Characteristic infrasound waves are clearly recorded at SYO, East Antarctica, involving physical interaction in surrounding environments at the continent and Southern Ocean. A continuous data during the IPY represents a contamination of microbaroms with peaks between 4 and 10 s. The peak amplitudes may reflect the influence of extratropical cyclonic storms and wind noises caused in Southern Ocean. The microbaroms has relatively lower amplitudes during austral winters, caused by the larger amount of the sea-ice extent around the Lützow-Holm Bay near SYO, with decreasing the ocean wave loading effects. The oceanic effects appearing on infrasound data are modulated by the presence of sea-ice and explained by a relationship between the atmosphere-ocean-cryosphere systems. Microbaroms measurements could be a useful tool for characterizing ocean wave climate, as well as a new proxy for monitoring a regional environmental variation in Antarctica.

6. Acknowledgements

We would like to express our sincere appreciation of our many collaborators in the Japanese Antarctic Research Expeditions (JARE; Prof. Kazuyuki Shiraishi, Directorin-General of NIPR and others).

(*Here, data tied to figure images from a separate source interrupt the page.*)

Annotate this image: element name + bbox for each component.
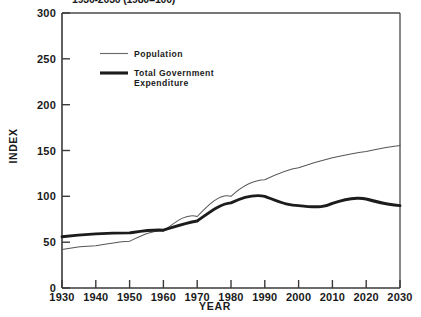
x-tick-label-1990: 1990: [247, 291, 283, 303]
legend-label-expenditure-line1: Total Government: [134, 68, 214, 79]
legend-label-population: Population: [134, 49, 183, 60]
y-axis-ticks: [62, 13, 70, 288]
y-axis-title: INDEX: [7, 124, 19, 168]
legend-label-expenditure-line2: Expenditure: [134, 78, 189, 89]
y-tick-label-150: 150: [16, 145, 56, 157]
x-axis-title: YEAR: [180, 300, 250, 312]
x-tick-label-1950: 1950: [112, 291, 148, 303]
x-tick-label-2020: 2020: [348, 291, 384, 303]
y-tick-label-100: 100: [16, 190, 56, 202]
x-tick-label-2000: 2000: [281, 291, 317, 303]
y-tick-label-200: 200: [16, 99, 56, 111]
x-tick-label-2010: 2010: [314, 291, 350, 303]
y-tick-label-300: 300: [16, 7, 56, 19]
x-tick-label-1930: 1930: [44, 291, 80, 303]
x-tick-label-1940: 1940: [78, 291, 114, 303]
chart-plot-area: [0, 0, 421, 317]
x-axis-ticks: [62, 280, 400, 288]
y-tick-label-250: 250: [16, 53, 56, 65]
y-tick-label-50: 50: [16, 236, 56, 248]
chart-figure: 1930-2030 (1980=100): [0, 0, 421, 317]
x-tick-label-2030: 2030: [382, 291, 418, 303]
x-tick-label-1960: 1960: [145, 291, 181, 303]
series-line-expenditure: [62, 196, 400, 237]
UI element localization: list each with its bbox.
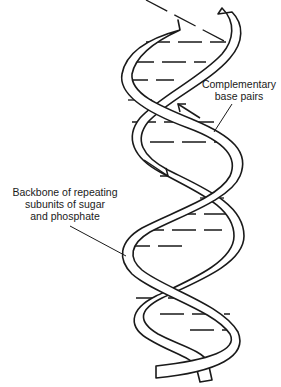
dna-double-helix-diagram: Complementary base pairs Backbone of rep… — [0, 0, 281, 387]
leader-line-backbone — [70, 226, 126, 256]
label-backbone: Backbone of repeating subunits of sugar … — [6, 186, 124, 222]
label-base-pairs-line-1: Complementary — [200, 78, 278, 90]
label-backbone-line-1: Backbone of repeating — [6, 186, 124, 198]
label-backbone-line-2: subunits of sugar — [6, 198, 124, 210]
leader-line-base-pairs — [214, 104, 232, 132]
label-base-pairs-line-2: base pairs — [200, 90, 278, 102]
label-backbone-line-3: and phosphate — [6, 210, 124, 222]
label-complementary-base-pairs: Complementary base pairs — [200, 78, 278, 102]
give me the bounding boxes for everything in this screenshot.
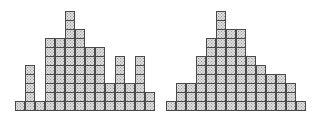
histogram-column [35,101,45,110]
histogram-cell [216,101,226,111]
histogram-cell [246,101,256,111]
histogram-cell [135,101,145,111]
histogram-column [196,56,206,110]
histogram-cell [115,101,125,111]
left-histogram-columns [15,11,155,110]
histogram-cell [145,101,155,111]
histogram-cell [35,101,45,111]
histogram-column [286,83,296,110]
histogram-column [115,56,125,110]
histogram-cell [65,101,75,111]
histogram-cell [236,101,246,111]
histogram-column [236,29,246,110]
histogram-column [166,101,176,110]
histogram-column [65,11,75,110]
histogram-cell [256,101,266,111]
histogram-cell [25,101,35,111]
histogram-cell [55,101,65,111]
histogram-cell [266,101,276,111]
right-histogram-columns [166,11,306,110]
histogram-column [216,11,226,110]
histogram-column [25,65,35,110]
histogram-column [145,92,155,110]
histogram-column [256,65,266,110]
histogram-column [246,56,256,110]
histogram-column [186,83,196,110]
histogram-cell [45,101,55,111]
histogram-column [135,56,145,110]
histogram-cell [95,101,105,111]
histogram-cell [176,101,186,111]
histogram-cell [196,101,206,111]
histogram-figure [0,0,317,130]
histogram-cell [85,101,95,111]
histogram-column [45,38,55,110]
histogram-cell [206,101,216,111]
histogram-cell [166,101,176,111]
histogram-column [95,47,105,110]
left-histogram [15,11,155,121]
histogram-column [176,83,186,110]
histogram-cell [296,101,306,111]
histogram-column [296,101,306,110]
histogram-column [206,38,216,110]
histogram-column [105,83,115,110]
histogram-column [226,29,236,110]
histogram-cell [105,101,115,111]
histogram-cell [286,101,296,111]
histogram-column [276,74,286,110]
histogram-column [15,101,25,110]
histogram-cell [226,101,236,111]
histogram-column [75,29,85,110]
histogram-column [55,38,65,110]
histogram-cell [276,101,286,111]
histogram-column [125,83,135,110]
histogram-cell [15,101,25,111]
histogram-cell [75,101,85,111]
histogram-cell [125,101,135,111]
histogram-cell [186,101,196,111]
histogram-column [85,47,95,110]
right-histogram [166,11,306,121]
histogram-column [266,74,276,110]
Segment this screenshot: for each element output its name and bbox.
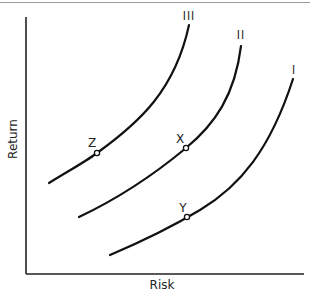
curve-III	[49, 25, 189, 183]
point-label-Z: Z	[88, 136, 96, 150]
point-Y-marker	[184, 214, 189, 219]
point-X-marker	[183, 145, 188, 150]
indifference-curves-chart: I II III Z X Y Risk Return	[0, 0, 310, 294]
point-label-Y: Y	[178, 201, 187, 215]
x-axis-label: Risk	[150, 278, 175, 292]
point-label-X: X	[176, 132, 184, 146]
curve-I	[110, 79, 293, 255]
point-Z-marker	[94, 150, 99, 155]
curve-label-III: III	[183, 9, 196, 23]
curve-label-I: I	[292, 63, 296, 77]
curve-label-II: II	[237, 28, 245, 42]
y-axis-label: Return	[6, 119, 20, 159]
curve-II	[79, 46, 241, 217]
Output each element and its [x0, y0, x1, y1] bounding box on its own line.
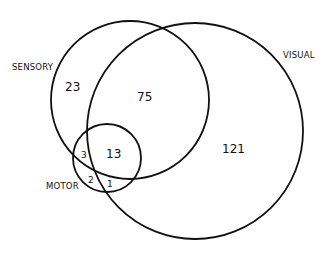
- visual-label: VISUAL: [283, 51, 315, 60]
- count-sensory-only: 23: [65, 81, 80, 93]
- count-all-three: 13: [106, 148, 121, 160]
- count-sensory-visual: 75: [137, 91, 152, 103]
- sensory-label: SENSORY: [12, 63, 53, 72]
- venn-diagram: [0, 0, 330, 256]
- count-visual-motor: 1: [107, 180, 113, 189]
- count-sensory-motor: 3: [81, 151, 87, 160]
- count-visual-only: 121: [222, 143, 245, 155]
- motor-label: MOTOR: [46, 182, 79, 191]
- count-motor-only: 2: [88, 176, 94, 185]
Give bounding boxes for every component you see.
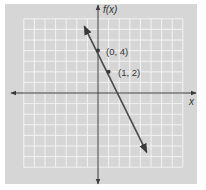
function-graph: f(x) x (0, 4) (1, 2) — [0, 0, 206, 190]
point-0-4 — [96, 49, 100, 53]
point-1-2 — [107, 70, 111, 74]
point-label-1-2: (1, 2) — [118, 67, 140, 78]
y-axis-label: f(x) — [103, 4, 117, 15]
x-axis-label: x — [188, 96, 195, 107]
point-label-0-4: (0, 4) — [106, 46, 128, 57]
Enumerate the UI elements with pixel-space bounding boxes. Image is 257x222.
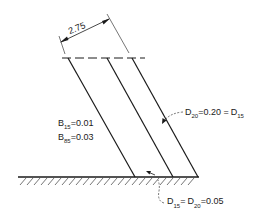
layer-boundary-2 bbox=[107, 58, 173, 177]
b15-label: B15=0.01 bbox=[58, 118, 93, 130]
dimension-label: 2.75 bbox=[67, 20, 87, 36]
ground-arrowhead bbox=[146, 171, 151, 175]
ground-hatching bbox=[20, 178, 194, 185]
d20-d15-label: D20=0.20 =D15 bbox=[185, 107, 245, 119]
dimension-arrowhead-right bbox=[102, 19, 110, 25]
dimension-extension-right bbox=[107, 14, 129, 53]
layer-boundary-3 bbox=[132, 58, 198, 177]
dimension-extension-left bbox=[59, 36, 65, 54]
d15-d20-bottom-label: D15=D20=0.05 bbox=[167, 196, 223, 209]
dimension-arrowhead-left bbox=[60, 37, 69, 43]
filter-layer-diagram: 2.75 B15=0.01 B85=0.03 D20=0.20 =D15 D15… bbox=[0, 0, 257, 222]
b85-label: B85=0.03 bbox=[58, 132, 93, 144]
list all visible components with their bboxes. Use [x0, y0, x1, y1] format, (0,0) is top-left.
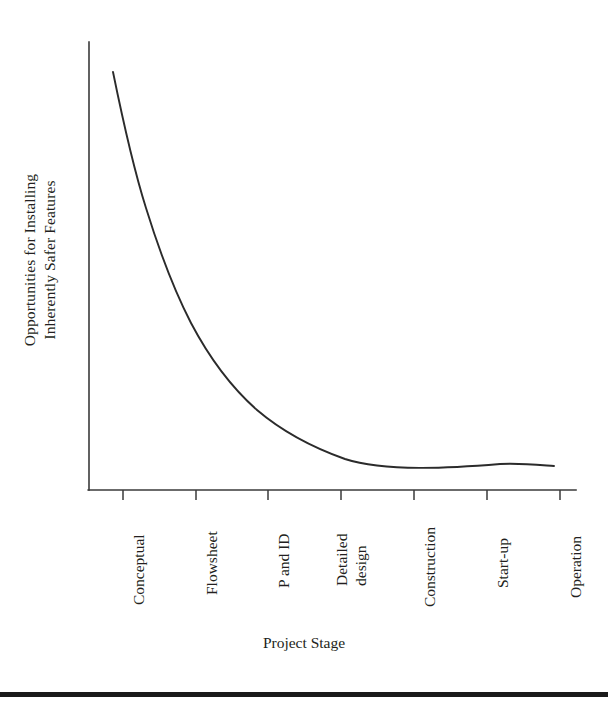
x-tick-label-construction-line-1: Construction	[421, 527, 438, 607]
x-tick-label-p-and-id: P and ID	[275, 533, 292, 588]
x-tick-label-start-up-line-1: Start-up	[494, 538, 511, 588]
x-tick-label-construction: Construction	[421, 527, 438, 607]
x-tick-label-detailed-design-line-2: design	[351, 533, 370, 586]
x-tick-label-conceptual: Conceptual	[130, 534, 147, 605]
x-tick-label-detailed-design-line-1: Detailed	[332, 533, 351, 586]
x-tick-label-flowsheet-line-1: Flowsheet	[203, 531, 220, 595]
x-tick-label-detailed-design: Detailed design	[332, 533, 370, 586]
figure-container: Opportunities for Installing Inherently …	[0, 0, 608, 709]
x-tick-label-start-up: Start-up	[494, 538, 511, 588]
x-tick-label-p-and-id-line-1: P and ID	[275, 533, 292, 588]
x-tick-label-operation-line-1: Operation	[567, 536, 584, 598]
x-axis-tick-labels: Conceptual Flowsheet P and ID Detailed d…	[0, 0, 608, 709]
x-tick-label-flowsheet: Flowsheet	[203, 531, 220, 595]
x-tick-label-operation: Operation	[567, 536, 584, 598]
x-axis-title: Project Stage	[0, 634, 608, 652]
bottom-divider	[0, 692, 608, 697]
x-tick-label-conceptual-line-1: Conceptual	[130, 534, 147, 605]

Infrasound observation at SYO was supported by the Ministry of Education, Science, Sports and Culture, Grant-in-Aid for Young Scientists (B) 19740265, 2007 (P. I. as Yoshiaki Ishihara). The authors would like to express their special thanks to Prof. Richard Aster of New Mexico Institute of Mining and Technology, and one anonymous referee for their critical reading and significant comments on manuscript.

Conflicts of Interest

The authors declare no conflicts of interest.